One key question when using machine identifiers is: what do the identify? A logical artefact, which may exist in several minor and major versions? Each minor version? Each textually different variant that is committed to a repository? For each of these, a scheme has to be devised that correctly identifies the thing to be tracked.

It is possible to define an identification scheme in which either or both human-readable and machine identifiers are used. In schemes where machine identification alone is used, all human artefact 'identification' is relegated to meta-data description, such as names, purpose, and so on. One problem with such schemes is that meta-data characteristics are informal, and therefore can clash – preventing any formalisation of the ontological space occupied by the artefacts. Discovery of overlaps and in fact any comparative feature of artefacts cannot be easily formalised, and therefore cannot be made properly computable.

The approach assumed here is to use both types of identifier in the following way:

  • a GUID is assigned to an artefact when it is created. It does not change, no matter what changes are made to the definition of the artefact. This enables authoring and model repository tools to track artefacts as they are modified over time.

  • other GUIDs can be used to identify finer level snapshots of changed artefacts;

  • one or more namespaced HRIDs for an artefact can be computed from various properties of the artefact. Which properties will depend on the type of artefact.

  • the last committed 'build' of an artefact (i.e. most recent version containing a change, no matter how small) can be identified in two ways:

  • using a 'build' number that is part of the version identification of the artefact;

  • via a hash on a canonical serialisation of the artefact.

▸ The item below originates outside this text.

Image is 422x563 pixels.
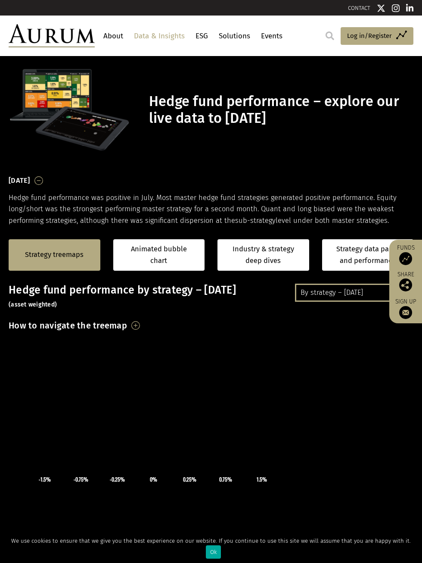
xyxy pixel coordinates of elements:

This is a departure from the common situation where no machine identifier is assigned, and the artefact HRID is a static string, rather like a source file filename.

Meta-data

A solution for identification that includes human readable (formal) identifiers unavoidably implicates the 'meta-data' of the identified artefacts, since such identifiers are normally created from smaller items such as 'reference model class', 'version', 'namespace' and so on. However, some items of meta-data are not appropriate for inclusion in an artefact, and would be created in the Registry instead. A general rule is that this applies to any item of information that may change without affecting the semantics of the artefact, and whose change should not require revision of the artefact itself. Examples of such information: ontological classification(s); 'ownership' status.

This specification assumes that an artefact management environment includes such a registry, and that some items of meta-data can be stored outside the artefacts themselves.